As illustrated recently, Apple is growing its share of the PC economy, making it inevitable for attackers to target Mac users more. To prevent getting caught, malware needs to maintain persistence. And in OS X, it’s incredibly easy.
Most major antivirus software companies have an offering for virus and malware detection in OS X. Sophos, eSET, Symantec, Bitdefender, and others all offer scanning and detection for Mac. However, Synack, Inc. Director of Research Patrick Wardle displayed at RSA 2015 how he built a practical test to see which malware solutions were up to the task.
Results were pretty startling. None of them caught his malware. Not one of the major antivirus or anti-malware companies’ solutions alerted to–let alone blocked–its install or the malware’s persistence. The only major provider Wardle did not test was McAfee, he said.
Malicious persistence is essentially the act of making code, scripts, or apps launch or execute after rebooting, and not getting caught. This is essential to malware, because malware foiled by rebooting would be mostly useless.
Apple’s Built-In Protection
Apple has a number of malware and virus protections written into OS X, which is part of why Macs are typically regarded as safer than Windows machines. But it’s also due to Apple’s marketing and an incorrect mindset. “Apple use to have a slogan on their web sites that said ‘Macs don’t get viruses,’ [which is] not true,” Wardle said. “They just don’t get PC viruses.”
Without going into each one of a Mac’s built-in security features in detail, the components in question are: Gatekeeper, Xprotect, OS X (app) Sandbox, and code signing. There are other security features in OS X as well. Mac firewall, Filevault, and Parental Controls are some examples. These protections operate at different levels to prevent attackers or malicious software from doing things they’re not supposed to. Wardle’s research is disconcerting because the exploits found in it affect the most basic levels of OS X.
Apple’s Built-In Fail
Some of these built-in defenses need merely an OS settings change, recompiling of a kext entry, or a change in an app’s name to allow the malware to install, get root access, and persist despite updates or reboots.
As a single example, of the 20 or so scenarios Wardle demonstrated, is getting a malicious app to run but appear legitimate. And in OS X it’s easy. How easy?
“It’s trivial,” Wardle said.
Apps that run in OS X have a hash that verifies their legitimacy. Apps are signed through the development process using a developer’s key. Unlike in iOS, OS X allows apps that are unsigned to run without blocking them. So how does an attacker compromise an app and make it look legitimate to the OS? Simply remove the signature.

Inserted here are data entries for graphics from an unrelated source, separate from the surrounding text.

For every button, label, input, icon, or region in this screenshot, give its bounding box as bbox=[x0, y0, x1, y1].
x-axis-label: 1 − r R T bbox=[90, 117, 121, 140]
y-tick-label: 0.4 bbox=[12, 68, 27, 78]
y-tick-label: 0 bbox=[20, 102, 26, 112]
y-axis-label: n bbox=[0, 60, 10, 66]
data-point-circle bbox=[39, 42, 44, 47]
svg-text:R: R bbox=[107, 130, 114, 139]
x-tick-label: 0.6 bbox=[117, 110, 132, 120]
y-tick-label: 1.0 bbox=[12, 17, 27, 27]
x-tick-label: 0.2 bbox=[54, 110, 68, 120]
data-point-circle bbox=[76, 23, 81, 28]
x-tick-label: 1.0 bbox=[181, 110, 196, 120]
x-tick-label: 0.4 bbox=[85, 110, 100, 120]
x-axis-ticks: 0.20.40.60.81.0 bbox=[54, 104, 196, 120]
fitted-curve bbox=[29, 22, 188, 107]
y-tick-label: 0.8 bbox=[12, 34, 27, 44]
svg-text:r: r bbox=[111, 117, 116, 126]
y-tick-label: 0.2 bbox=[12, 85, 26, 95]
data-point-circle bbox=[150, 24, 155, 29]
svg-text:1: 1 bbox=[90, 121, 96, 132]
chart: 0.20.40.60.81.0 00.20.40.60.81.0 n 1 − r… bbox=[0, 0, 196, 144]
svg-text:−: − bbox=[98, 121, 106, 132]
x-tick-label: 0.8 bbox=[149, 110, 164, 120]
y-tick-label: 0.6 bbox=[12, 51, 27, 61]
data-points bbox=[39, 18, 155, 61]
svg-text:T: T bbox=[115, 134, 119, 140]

Wardle explained how easy it is for attackers to bypass the app signing feature. In fact, the change required is so easy that high school students explained how it works (in Windows) during BSides Huntsville. Just one example method is to remove the signature from what’s called the LC_CODE_SIGNATURE block in a kext file, which essentially turns off the signature verification. Recall the car key analogy. When an attacker can unsign an application like Safari–for example–using this technique, it’s like not even needing a key to start the car’s engine.
“This is a rather big security issue,” Wardle said in his written report. “As any signed application can be unsigned, then infected with viral code, and [it] will still be allowed to execute.”
Though most users might say they have never had a virus on a Mac, assuming this is all possible and easy as it seems, the scary part is they might have and would never know it.
Again, this was just one of Wardle’s exploit examples. One out of 20 or so others.
How to Protect Your Mac
If everything Wardle demonstrated is true, and the major antivirus providers do not have an adequate solution to detect simple but dangerous attacks like privilege escalation, software hijacking, rootkit installs, and so one, enterprises with a Mac population should esure they are equipped to monitor network traffic properly. Most malware detection operates primarily by some sort of hash checking or inspection. Like in the methods described earlier, if attackers can change hashes quickly and fairly effortlessly, malware detection scanners likely won’t catch them.
Wardle has written a couple of custom tools to help with this and other OS X security flaws. And this year he debuted a UI for the tool, which originally had to run via a Python script in Terminal. “Knock Knock” and “Block Block” are tools Wardle says can detect when malware is installed or trying to persist in the operating system.
If these tools work well, they could be a dire addition to monitoring for and preventing harmful malware changes and attacks. Pairing the two with scrupulous network traffic monitoring and enforcement would yield useful indicators of any odious activity on OS X hosts.
Though they might not be perfect, proper use of the security precautions that are there–like Gatekeeper, Filevault, the Mac firewall, and File Quarantine–and other tools like Little Snitch couldn’t hurt.
Also, keep the antivirus. Though most or all solutions are circumventable, they will catch more than not having any at all, even if just barely.